Thursday, October 29, 2020

Paul Krugman

Opinion | After Trump, Will International Relations and Trade Ever Be the Same? - The New York Times

Trump Killed the Pax Americana

And it won’t come back even if and when he’s gone.

Opinion Columnist

Credit...Chloe Scheffe

There are, I suppose, some people who still imagine that if and when Donald Trump leaves office we’ll see a rebirth of civility and cooperation in U.S. politics. They are, of course, hopelessly naïve. America in the 2020s will remain a deeply polarized nation, rife with crazy conspiracy theories and, quite possibly, plagued by right-wing terrorism.

But that won’t be Trump’s legacy. The truth is that we were already well down that road before he came along. And on the other side, if the Democrats win big, I expect to see many of Trump’s substantive policies reversed, and then some. Environmental protection and the social safety net will probably end up substantially stronger, taxes on the rich substantially higher, than they were under Barack Obama.

Trump’s lasting legacy, I suspect, will come in international affairs. For almost 70 years America played a special role in the world, one that no nation had ever played before. We’ve now lost that role, and I don’t see how we can ever get it back.

You see, American dominance represented a new form of superpower hegemony.

Our government’s behavior was by no means saintly; we did some terrible things, supporting dictators and undermining democracies from Iran to Chile. And sometimes it seemed as if one of our main goals was to make the world safe for multinational corporations.

But we weren’t a crude exploiter, pillaging other countries for our own gain. The Pax Americana arguably dated from the enactment of the Marshall Plan in 1948; that is, from the moment when a conquering nation chose to help its defeated foes rebuild rather than demanding that they pay tribute.

And we were a country that kept its word.

Image
Credit...Damon Winter/The New York Times

To take the area I know best, the United States took the lead in creating a rules-based system for international trade. The rules were designed to fit American ideas about how the world should work, placing limits on the ability of governments to intervene in markets. But once the rules were in place, we followed them ourselves. When the World Trade Organization ruled against the United States, as it did for example in the case of George W. Bush’s steel tariffs, the U.S. government accepted that judgment.

We also stood by our allies. We might have trade or other disputes with Germany or South Korea, but nobody considered the possibility that America would stand aside if either country was invaded.

Trump changed all that.

What, for example, is the point of a rules-based trading system when the system’s creator and erstwhile guardian imposes tariffs based on transparently bad-faith arguments — such as the claim that imports of aluminum from Canada (!) threaten national security?
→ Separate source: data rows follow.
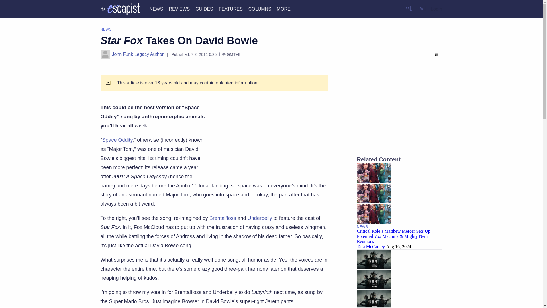 Image resolution: width=547 pixels, height=308 pixels. Describe the element at coordinates (231, 9) in the screenshot. I see `FEATURES` at that location.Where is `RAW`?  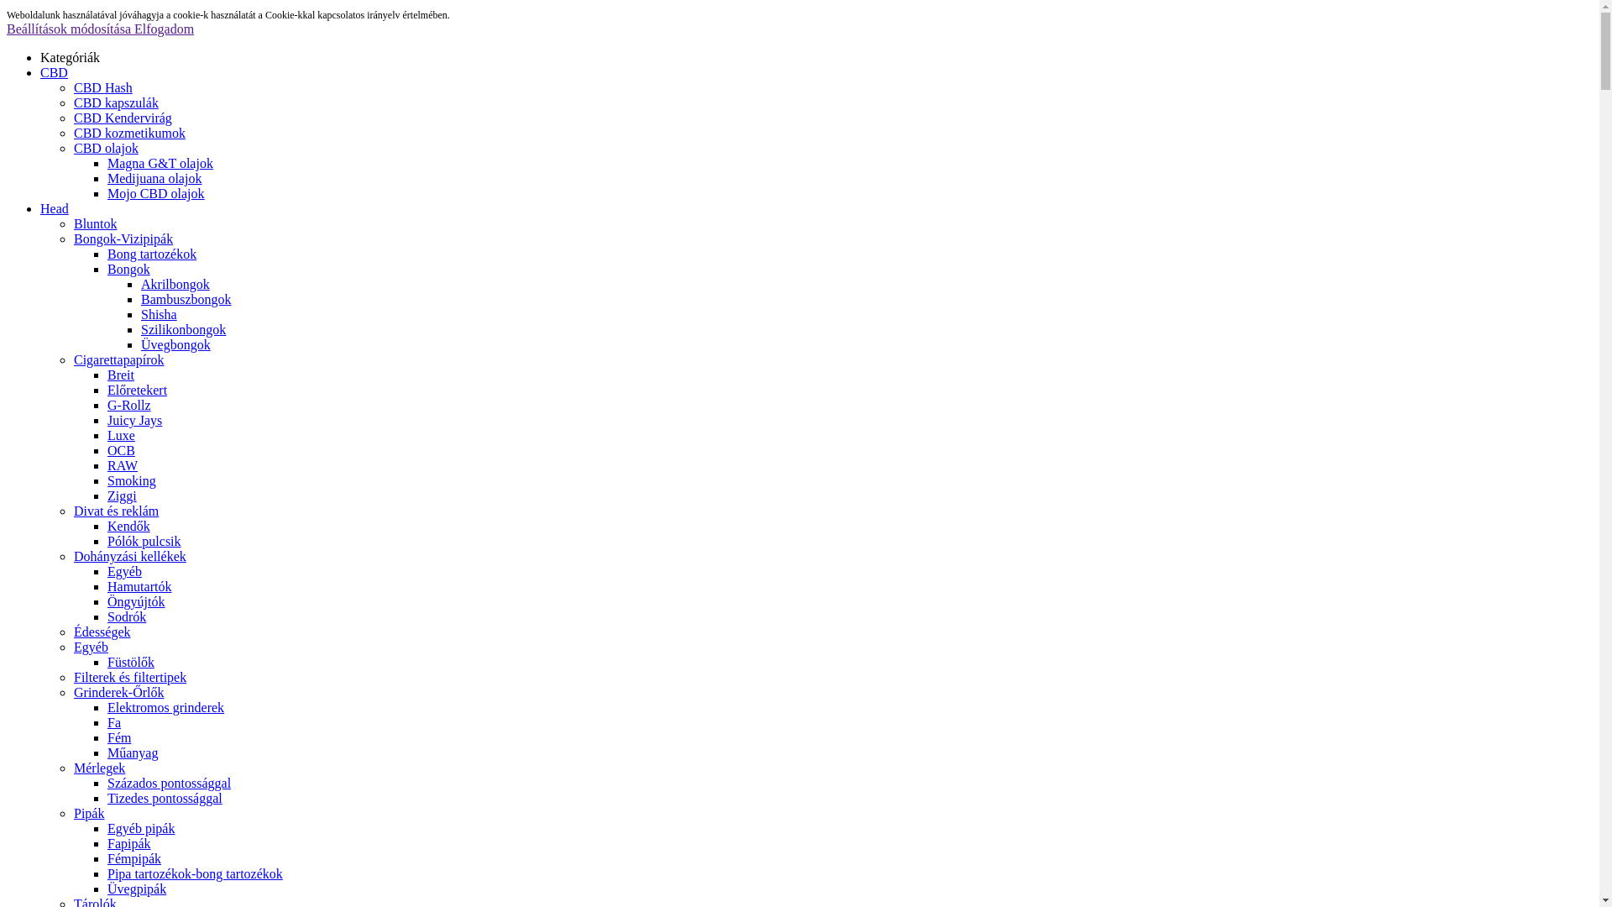 RAW is located at coordinates (123, 465).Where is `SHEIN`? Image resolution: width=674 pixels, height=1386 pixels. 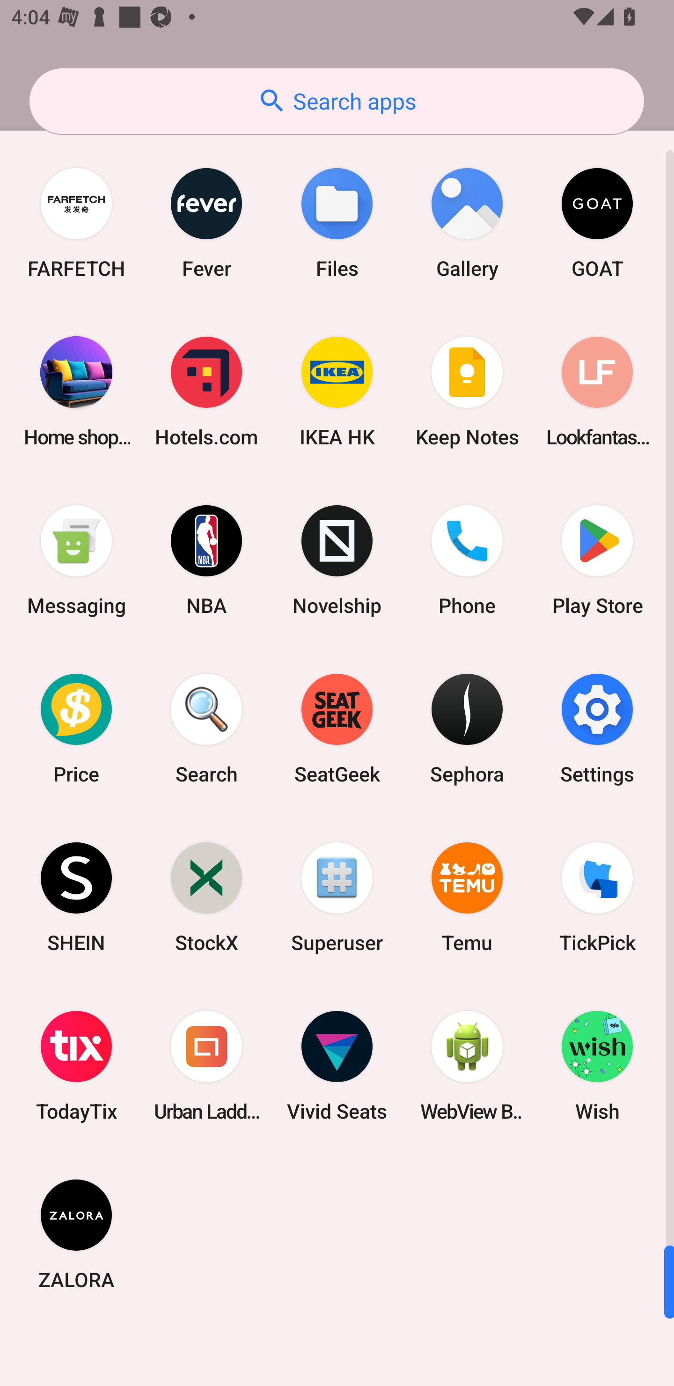
SHEIN is located at coordinates (76, 896).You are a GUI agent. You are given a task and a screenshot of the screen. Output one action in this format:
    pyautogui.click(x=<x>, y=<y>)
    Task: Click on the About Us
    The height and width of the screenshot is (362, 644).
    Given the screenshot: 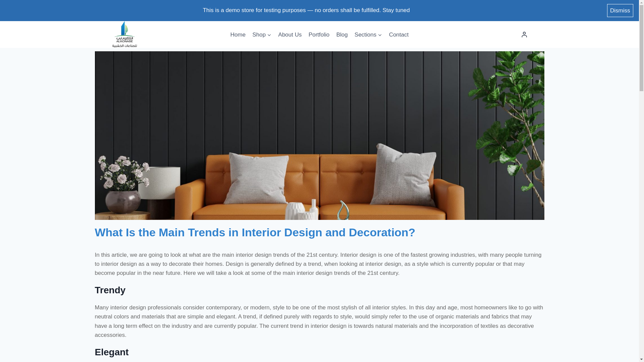 What is the action you would take?
    pyautogui.click(x=290, y=34)
    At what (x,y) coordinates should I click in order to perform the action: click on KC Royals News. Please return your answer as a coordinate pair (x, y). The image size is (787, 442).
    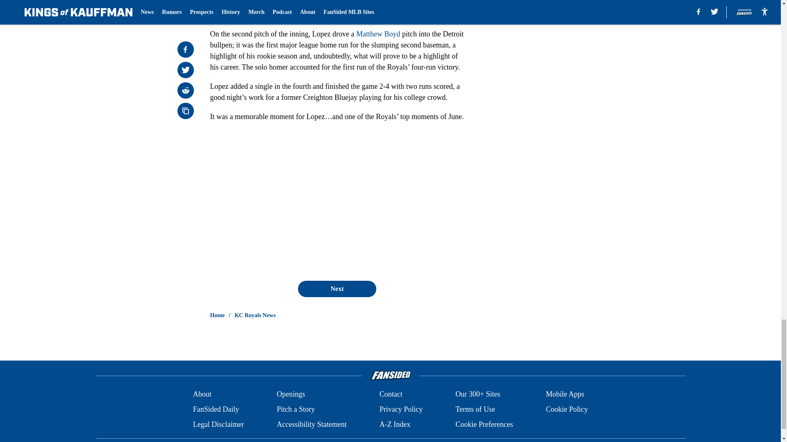
    Looking at the image, I should click on (255, 315).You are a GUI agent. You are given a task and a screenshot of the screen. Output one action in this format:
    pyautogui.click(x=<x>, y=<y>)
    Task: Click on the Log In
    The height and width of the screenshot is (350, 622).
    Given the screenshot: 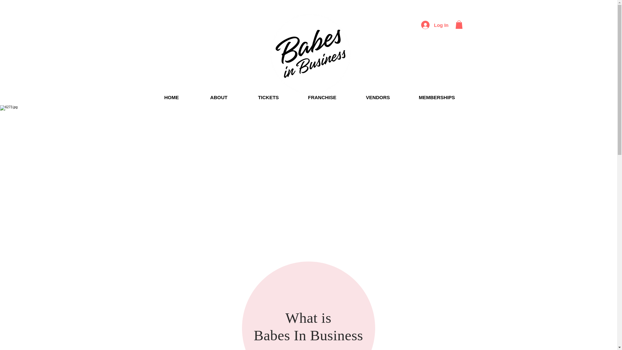 What is the action you would take?
    pyautogui.click(x=435, y=25)
    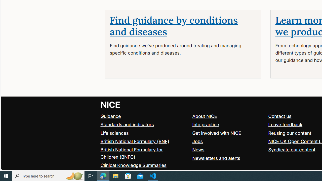 Image resolution: width=322 pixels, height=181 pixels. I want to click on Into practice, so click(206, 124).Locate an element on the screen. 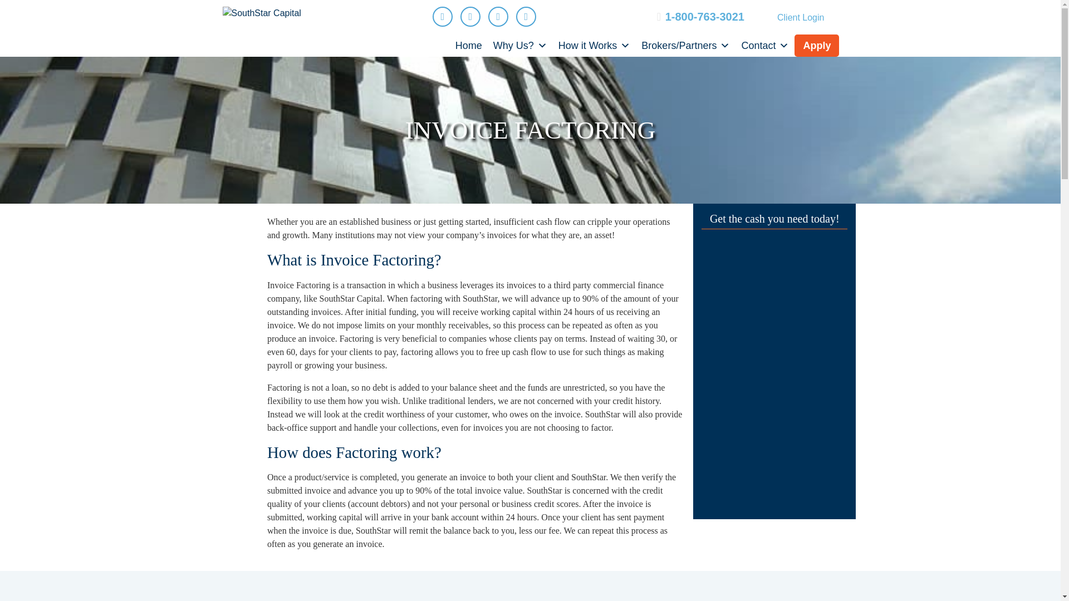 This screenshot has height=601, width=1069. Client Login is located at coordinates (801, 18). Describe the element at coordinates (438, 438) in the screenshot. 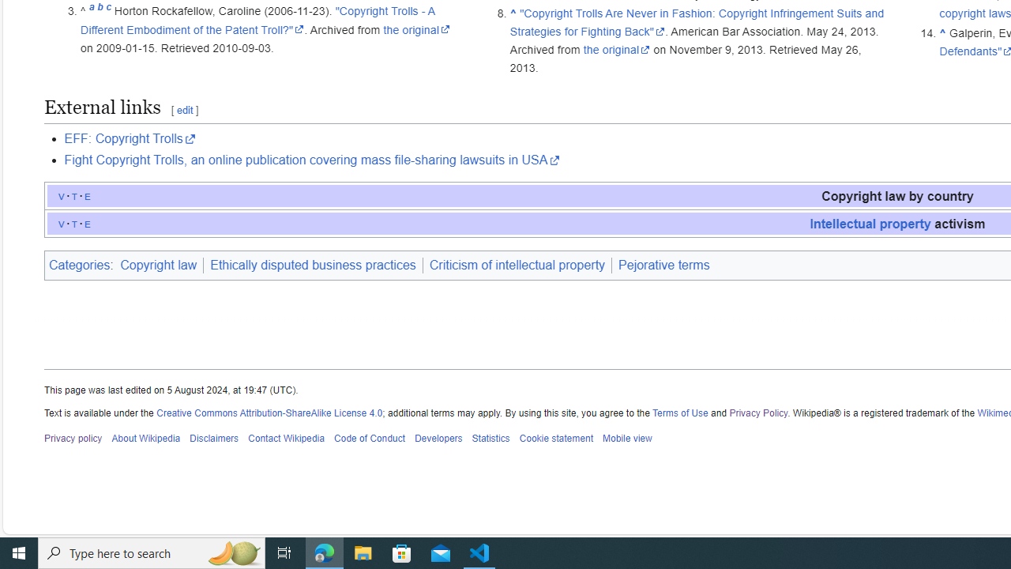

How useful is America as an ally when the president suggests that he might not defend European nations because, in his judgment, they don’t spend enough on NATO?

Is America still the leader of the free world when top officials seem friendlier to nations like Hungary, where democracy has effectively collapsed — or even to murderous autocracies like Saudi Arabia — than to longstanding democratic allies?

Now, if Trump is defeated, a Biden administration will probably do its best to restore America’s traditional role in the world. We’ll start following trade rules; we’ll rejoin the Paris climate accord and rescind plans to withdraw from the World Health Organization. We’ll assure our allies that we have their backs, and rebuild alliances with other democracies.

But even with the best will in the world, this egg can’t be unscrambled. No matter how good a global citizen America becomes in the next few years, everyone will remember that we’re a country that elected someone like Donald Trump, and could do it again. It will take decades if not generations to regain the lost trust.

The effects may, at first, be subtle. Other countries probably won’t rush to confront a Biden administration. There might even be a sort of global honeymoon, as the world breathes a sigh of relief.

But the loss of trust in America will gradually have a corrosive effect. A trade expert once said to me that the great danger, if America turns protectionist, wouldn’t be retaliation, it would be emulation: If we ignore the rules, other countries will follow our example. The same will be true on other fronts. There will be more economic and military bullying of small countries by their larger neighbors. There will be more blatant election-rigging in nominally democratic nations.

In other words, even if Trump goes, the world will become a more dangerous, less fair place than it was, because everyone will wonder and worry whether the United States has become the kind of country where such things can happen again.